I caught the glint of gold as I was prying a pack of batteries from a set of skeletal fingers, almost missing it beneath the grime and muck. The ring made for a nice trophy. Finally, I took to the escalators, two steps at a time, and started the climb to the top of the dome.

 

***

 

Heavy winds shepherded my hair into my eyes when I got to the top. This was the highest point in the gutterage, and one of the highest in the city. Rain clouds boiled over the countryside to the west, but the landscape was dry for now. It had been an arid summer, and it showed in the ruined buildings.

This was one of my favourite spots. I could relax, I could watch and I could think. I scanned the area with binoculars as I slowly ate something resembling lunch.

To the west, past the gutterage, farmlands rolled onwards to the base of the mountains in the distance. An armoured truck—likely part of some surveillance patrol—drove out onto the winding roads. I couldn’t catch the license plate, but I noted the make.

The Helix Institute lay in full view, solar panels soaking up energy in a black array. In the early mornings the dome cast a shadow over the complex, but after that it basked in the sun until it set on the mountains. My heart jumped slightly as I picked up movement—two men and a woman slinking around the walls. I watched them intently, but they thought better of intruding and loped off into the shadows.

Closer to where I sat, a plume of dust—or smoke?—snaked through the roads. I pressed my form to the bricks as a bike curved into the street below me, nipping around broken cars and debris before gunning for the quarantine cordon. Someone was in a hurry.

To the north-east, the city jarred the broken landscape. Despite the dry season, the river still flowed, passing the RailTech office block and the Riverside Mercy hospital. Sturrock was probably there, which meant I should probably make plans to be there too. Through a third-storey window I saw someone retching violently.

Vincent’s cover-house was being swarmed by construction workers. I could see straight into his living room, blackened and blasted as it was.
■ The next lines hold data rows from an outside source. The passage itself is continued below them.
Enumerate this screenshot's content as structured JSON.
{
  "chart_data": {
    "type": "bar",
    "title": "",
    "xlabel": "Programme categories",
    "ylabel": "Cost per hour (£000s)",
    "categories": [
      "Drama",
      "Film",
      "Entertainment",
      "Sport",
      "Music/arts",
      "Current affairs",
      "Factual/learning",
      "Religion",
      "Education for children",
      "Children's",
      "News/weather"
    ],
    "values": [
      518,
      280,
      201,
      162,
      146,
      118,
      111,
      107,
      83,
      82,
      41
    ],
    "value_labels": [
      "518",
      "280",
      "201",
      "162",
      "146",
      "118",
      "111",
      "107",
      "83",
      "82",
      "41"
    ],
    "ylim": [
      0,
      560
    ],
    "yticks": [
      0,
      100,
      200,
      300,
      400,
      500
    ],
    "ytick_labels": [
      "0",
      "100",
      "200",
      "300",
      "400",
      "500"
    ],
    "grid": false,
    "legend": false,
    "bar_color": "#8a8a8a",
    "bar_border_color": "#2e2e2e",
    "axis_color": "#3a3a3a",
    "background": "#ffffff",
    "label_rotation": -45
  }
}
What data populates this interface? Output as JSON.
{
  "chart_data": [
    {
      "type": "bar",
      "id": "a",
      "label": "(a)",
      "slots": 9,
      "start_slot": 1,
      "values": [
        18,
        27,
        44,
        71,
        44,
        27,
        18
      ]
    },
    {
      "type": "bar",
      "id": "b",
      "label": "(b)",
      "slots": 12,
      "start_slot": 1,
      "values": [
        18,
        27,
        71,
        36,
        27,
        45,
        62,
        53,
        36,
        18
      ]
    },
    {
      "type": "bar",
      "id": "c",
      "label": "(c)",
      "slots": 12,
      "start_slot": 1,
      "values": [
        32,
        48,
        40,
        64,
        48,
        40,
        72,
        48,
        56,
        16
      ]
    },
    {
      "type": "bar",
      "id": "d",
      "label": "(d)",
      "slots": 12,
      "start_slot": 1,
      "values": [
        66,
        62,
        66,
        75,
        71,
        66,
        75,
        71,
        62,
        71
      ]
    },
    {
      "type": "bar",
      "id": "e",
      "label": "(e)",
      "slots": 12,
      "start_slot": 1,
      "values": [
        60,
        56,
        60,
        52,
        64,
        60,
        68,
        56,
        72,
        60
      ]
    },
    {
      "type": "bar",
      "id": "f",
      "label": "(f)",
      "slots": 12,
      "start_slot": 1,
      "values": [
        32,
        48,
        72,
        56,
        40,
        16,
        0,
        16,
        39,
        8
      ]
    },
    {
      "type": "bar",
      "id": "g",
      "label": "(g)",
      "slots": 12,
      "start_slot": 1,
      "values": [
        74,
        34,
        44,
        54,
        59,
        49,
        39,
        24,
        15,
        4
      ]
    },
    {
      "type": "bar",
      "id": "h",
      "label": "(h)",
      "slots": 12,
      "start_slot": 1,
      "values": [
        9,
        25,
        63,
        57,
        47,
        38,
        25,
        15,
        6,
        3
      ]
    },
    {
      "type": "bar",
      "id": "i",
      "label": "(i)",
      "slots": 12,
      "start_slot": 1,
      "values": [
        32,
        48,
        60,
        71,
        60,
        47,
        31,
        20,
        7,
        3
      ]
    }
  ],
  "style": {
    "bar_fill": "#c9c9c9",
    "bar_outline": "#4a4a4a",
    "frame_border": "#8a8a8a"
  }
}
‘Gas explosion’. Realistic.

The RailTech offices always pulled my eye while I was up here. It annoyed me and distracted my thoughts and musings. I’d considered burning it to the ground, but my self-preservation instincts overpowered my appreciation of aesthetics every time. An upward tilt of the binoculars caused the floors to flash before me, until a figure caught my eye.

He was beautiful: sleek brown hair, hard blue eyes and a razor-sharp jawline. A scowl carved his face as those eyes—intense beyond dreaming—glared over the perimeter walls. As I drank him in, he shifted and—for a strangely harrowing second—I stared into those narrow slits.

I twitched, repressing an urge to press myself into the bricks again. There was no way he could have seen me, but the full intensity of that gaze was unexpected. The slightest flush had found my cheeks, spawned from the desire of something new. I found myself wondering what it would be like to strangle that neck.

Slowly, deliberately, he opened the window and extended his arm into the wind. We both breathed deeply. The scowl deepened and he retreated, leaving my line of sight.

Dammit.

I flitted over the adjacent rooms in the hope of catching him again. No such luck.

Suddenly bored and no longer hungry, I flipped the tin can over the edge with my foot. Beans and sauce splattered against the wall and started creeping, gradually, away from the winds. A voice coughed in my head.

Red drips. You’ve seen that recently.

I had. I pulled out the pictures of the murder-suicide and leafed through them until I found the one I wanted. Blood drops on the window: the trickle flowed straight down, then tilted to the right, and finally straight down again.

Razorjaw was jettisoned from my mind at orbital speed. Sturrock could wait. Right now, I had to get across the cordon and into the flat. I looked at the window in the photograph one last time.